By Trisha Huang
Jan. 31 (Bloomberg) -- Oil, which has dropped 27 percent from the record reached in July, may fall to $45 a barrel by 2011 as output increases and demand growth slows, said Royal Bank of Scotland Plc, the U.K's second-largest lender.
Prices of oil, which rose more than fourfold between 2002 and 2006, bolstered investments in securing supplies from conventional and alternative sources, said Thorsten Fischer, an analyst at the Edinburgh-based bank. Coupled with slowing global energy demand, that will create spare capacity, he said
``The risk of severe supply disruption has receded,'' Fischer said in a Jan. 29 report. ``Strong investment and drilling activity over the last few years will bring new supplies online., while demand growth will return to more sustainable levels.''
Fischer's forecast is a reiteration of views he put forward last January. Oil has fallen 16 percent in the last year. Still, he failed to predict the strength of oil prices in the first seven months of the year. He said oil in New York would average $52.50 a barrel in 2006. It averaged $66.25 in New York last and reached a record $78.40 on July 14.
The boom in exploration and drilling worldwide will bring additional supplies, said Fischer. The number of active rigs in the Middle East rose 36 percent to 255 in the five years to December 2006, according to Baker Hughes Inc.
In Asia, where China and India are racing to secure energy assets to sustain rapid economic growth, the number of active rigs jumped by 70, or 42 percent, to 235 over the same period.
Slowing Demand
Saudi Aramco, the world's largest state oil company, plans to spend $80 billion over five years to increase crude production, company vice president Khalid Al-Falih said at an industry conference in November.
As supply climbs, demand growth will slow as consumers economize and governments push the use of renewable fuels and encourage fuel efficiency, Fischer said.
The International Energy Agency, an advisor to 26 nations, on Jan. 18 cut its forecast for global oil demand this year because of a milder-than-usual winter in the U.S. and Europe has sapped demand for heating fuel.
The IEA predicts world demand will rise 1.6 percent this year to 85.77 million barrels a day, 160,000 barrels a day less than its forecast in December. The cut was due to weaker economic growth in the U.S., the world's biggest energy user, and lower-than-expected oil demand in the former Soviet Union.
Japan Consumption
Gasoline consumption in Japan, Asia's biggest user of the auto fuel after China, fell for the first time in 32 years in 2006 after high oil prices and a shift to smaller and more fuel- efficient cars cut fuel consumption.
Increasing use of biofuels, including ethanol and biodiesel, will further cut crude oil consumption, the RBS report said. The IEA estimates that biofuel output may rise to the equivalent of more than five million barrels of crude oil a day by 2001, triple the volume in 2005.
Still, oil's decline from a record has prompted the Organization of Petroleum Exporting Countries to deepen output cuts and they may act again, Fischer said.
``The real threat is that OPEC succeeds again in controlling prices,'' said Fischer in the report. ``With slowing demand growth and growing excess capacity, it will become more difficult for OPEC to enforce its quotas.''
OPEC, the producer of 40 percent of the world's oil, agreed at the December meeting in Abuja to cut output by a further 500,000 barrels a day from Feb. 1. This was a second output cut after the cartel agreed in October to implement a 1.2 million barrels a day cut starting Nov. 1.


What this task involves:
Your answer must be the exact lines of the listing below that run from the line with "Enclose person in a rectangle." to the line with "Compute the bounding box for tree.", ends included, and no pictures.

Input records:
____________

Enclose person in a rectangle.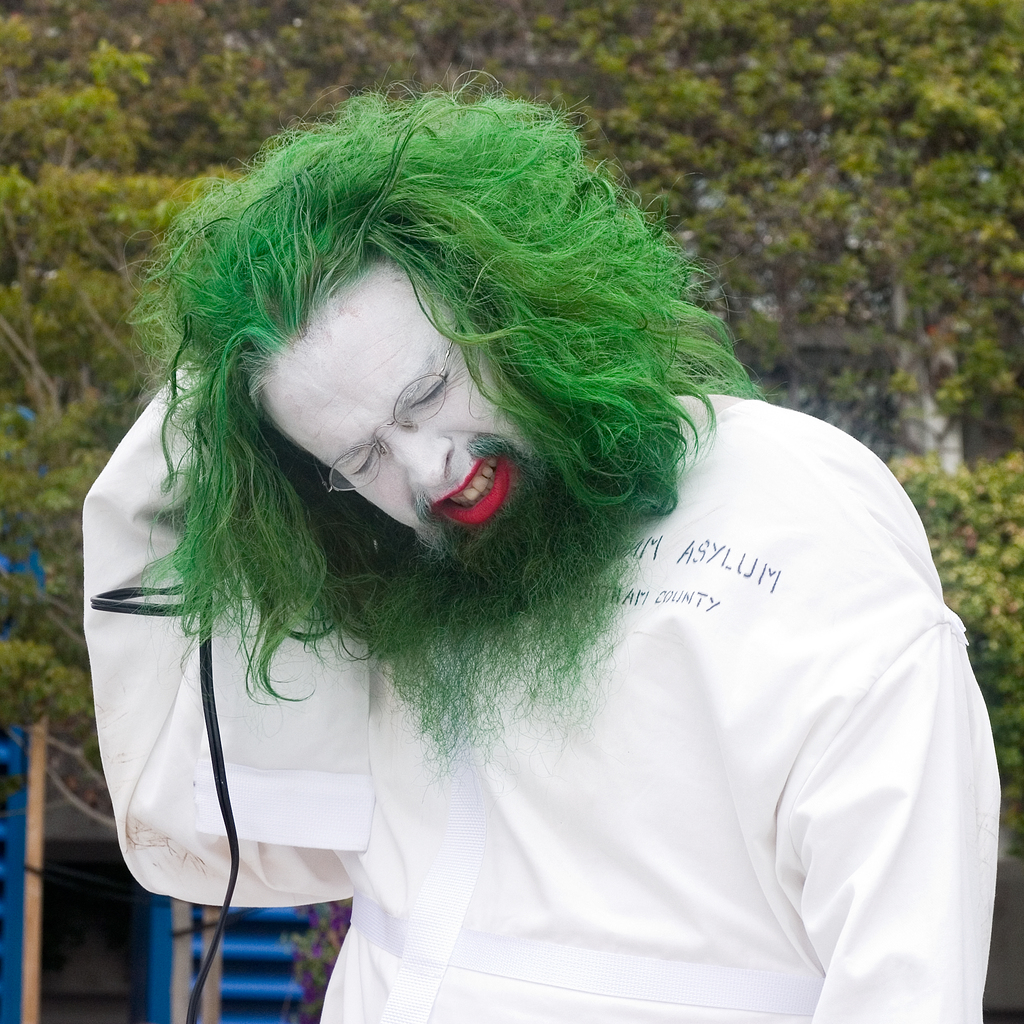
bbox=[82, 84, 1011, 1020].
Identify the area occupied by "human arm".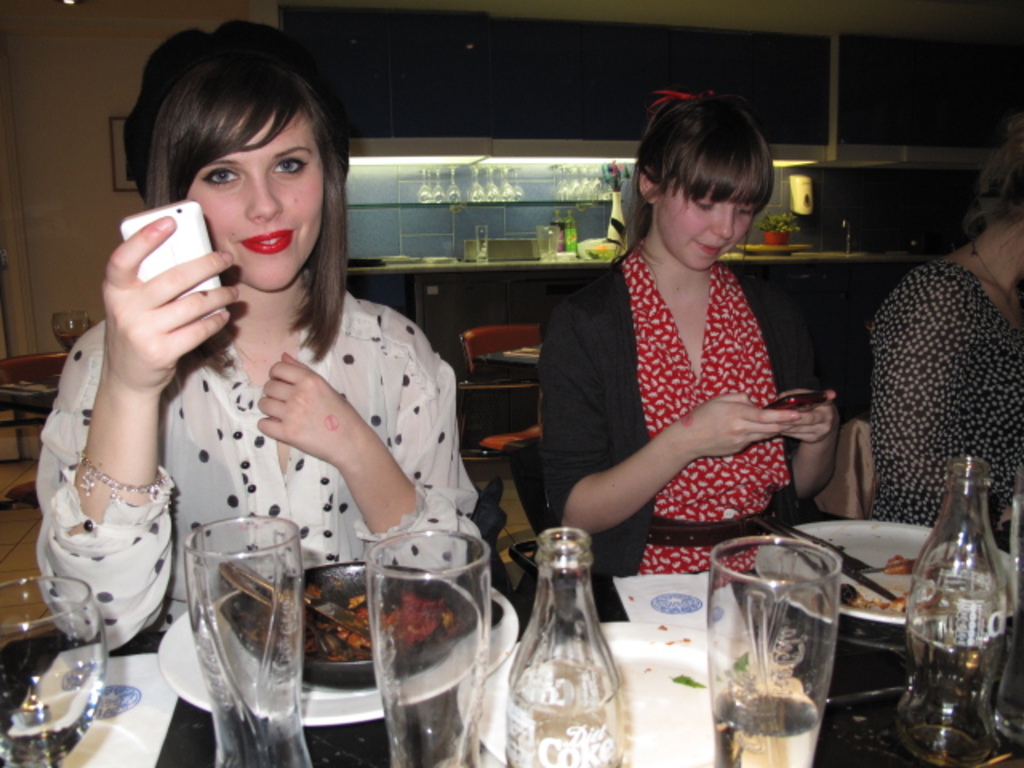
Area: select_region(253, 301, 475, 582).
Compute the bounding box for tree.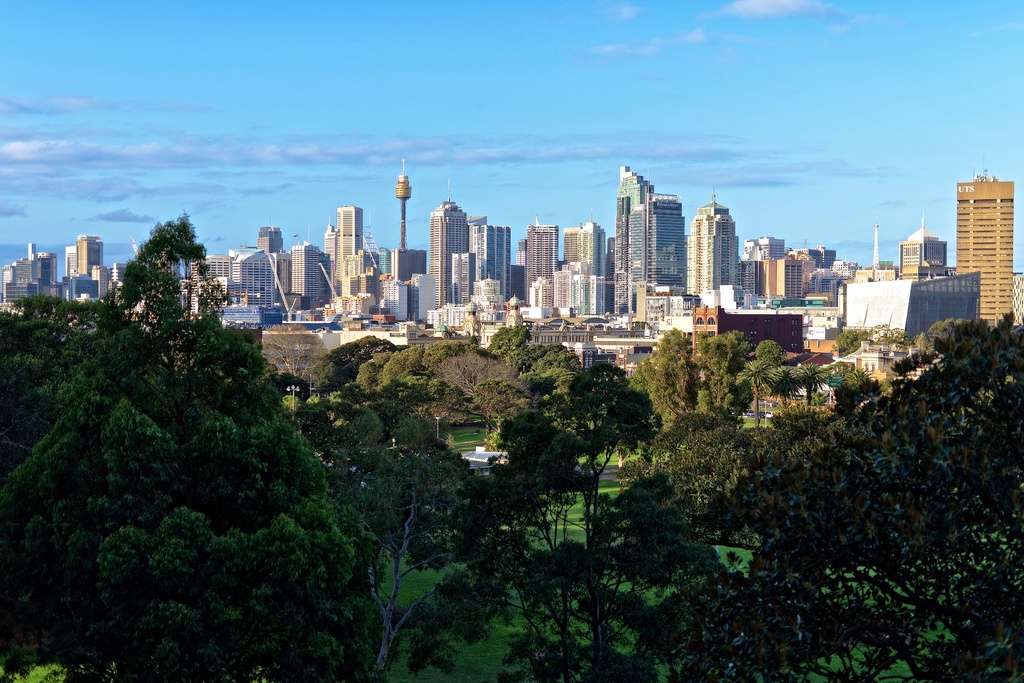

____________

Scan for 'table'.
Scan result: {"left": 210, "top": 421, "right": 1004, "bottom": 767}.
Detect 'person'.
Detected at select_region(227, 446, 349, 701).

____________

Final answer:
Enclose person in a rectangle.
bbox=[82, 84, 1011, 1020].
Identify the area occupied by "human arm".
Area: select_region(253, 301, 475, 582).
Compute the bounding box for tree.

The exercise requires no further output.